Exactly. Digital transformation has completely removed the time buffers banks used to rely on, and it demands absolute real-time perfection. And we've seen how blindly trusting software vendors to test their own products is just a recipe for flooded physical branches and angry customers.

SPEAKER_01

Banks must rely on independent quality assurance to prove everything works.

SPEAKER_00

Right, everything.

SPEAKER_01

They need full stack observability to untangle the massive complexity of their systems and a hybrid approach where AI tools empower human banking experts.

SPEAKER_00

Absolutely. So the next time you open your banking app and it flawlessly loads your balances in a snappy two seconds, take a moment to consider what is actually happening behind the scenes.

SPEAKER_01

There's a lot going on.

SPEAKER_00

There is.

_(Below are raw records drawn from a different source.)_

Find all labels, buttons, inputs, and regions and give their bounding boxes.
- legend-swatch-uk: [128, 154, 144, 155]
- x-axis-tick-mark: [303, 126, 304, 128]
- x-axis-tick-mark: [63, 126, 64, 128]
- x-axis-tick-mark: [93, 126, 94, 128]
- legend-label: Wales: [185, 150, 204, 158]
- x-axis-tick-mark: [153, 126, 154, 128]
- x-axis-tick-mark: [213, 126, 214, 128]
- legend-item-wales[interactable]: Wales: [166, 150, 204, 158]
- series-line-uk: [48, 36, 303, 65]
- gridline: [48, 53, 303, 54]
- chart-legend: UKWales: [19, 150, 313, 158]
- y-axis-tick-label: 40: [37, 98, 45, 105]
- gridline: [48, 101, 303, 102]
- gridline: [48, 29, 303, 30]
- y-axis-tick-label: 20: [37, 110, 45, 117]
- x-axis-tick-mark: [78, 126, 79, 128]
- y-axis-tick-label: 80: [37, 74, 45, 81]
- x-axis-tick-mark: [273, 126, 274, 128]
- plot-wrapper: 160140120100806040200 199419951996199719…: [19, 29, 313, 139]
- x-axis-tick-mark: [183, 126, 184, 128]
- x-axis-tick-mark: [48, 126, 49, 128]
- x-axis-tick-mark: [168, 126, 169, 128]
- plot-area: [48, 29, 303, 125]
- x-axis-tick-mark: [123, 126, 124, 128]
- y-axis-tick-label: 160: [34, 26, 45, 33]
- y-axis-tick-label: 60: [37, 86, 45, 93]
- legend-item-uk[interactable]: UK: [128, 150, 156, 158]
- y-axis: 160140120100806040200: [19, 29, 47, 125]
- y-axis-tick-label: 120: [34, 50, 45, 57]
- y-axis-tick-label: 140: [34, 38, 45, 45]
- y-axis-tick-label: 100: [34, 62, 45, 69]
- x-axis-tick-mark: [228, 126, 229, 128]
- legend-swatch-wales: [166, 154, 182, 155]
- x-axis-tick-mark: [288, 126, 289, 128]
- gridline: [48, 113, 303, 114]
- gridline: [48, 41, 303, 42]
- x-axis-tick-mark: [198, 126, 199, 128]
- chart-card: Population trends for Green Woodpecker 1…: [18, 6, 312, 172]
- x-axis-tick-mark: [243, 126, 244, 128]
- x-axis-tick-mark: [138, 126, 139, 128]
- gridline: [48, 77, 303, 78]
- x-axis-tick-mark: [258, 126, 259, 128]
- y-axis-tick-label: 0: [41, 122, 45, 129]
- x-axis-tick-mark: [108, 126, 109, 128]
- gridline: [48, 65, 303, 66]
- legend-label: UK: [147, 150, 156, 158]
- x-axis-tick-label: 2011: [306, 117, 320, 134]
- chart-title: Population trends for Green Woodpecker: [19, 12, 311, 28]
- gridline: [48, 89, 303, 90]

Appreciate the intense, independent quality assurance, the real-time observability, tracing your data through a maze of legacy mainframes and modern microservices.

SPEAKER_01

All of it working together.

SPEAKER_00

And appreciate the hybrid AI human testing operating quietly behind that single pane of glass, just to keep you from feeling that sudden spike of panic.

SPEAKER_01

You know, as we wrap up, I want to leave you with a final forward-looking thought built on the source material.

SPEAKER_00

I'd love to hear it.

SPEAKER_01

Right now, modern banks are judged almost entirely by the visual aesthetic and the two-second load times of their mobile apps.

SPEAKER_00

Right. The screen is everything.

SPEAKER_01

But technology is continually evolving. What happens when banking becomes completely invisible?

SPEAKER_00

Invisible.

SPEAKER_01

Yes. We are moving rapidly toward a future where smart devices or autonomous AI assistants manage our transactions entirely in the background without us ever looking at a screen at all.

SPEAKER_00

Oh wow.

SPEAKER_01

So in a world where the interface disappears, will millisecond speed still be the ultimate metric of loyalty? Or will we need to invent an entirely new, unseen way to measure financial trust?

SPEAKER_00

That is wild to think about. I mean, if your digital assistant is doing the waiting for you, you might never even notice the seven second delay.

SPEAKER_01

Exactly. The metrics of trust will have to change again.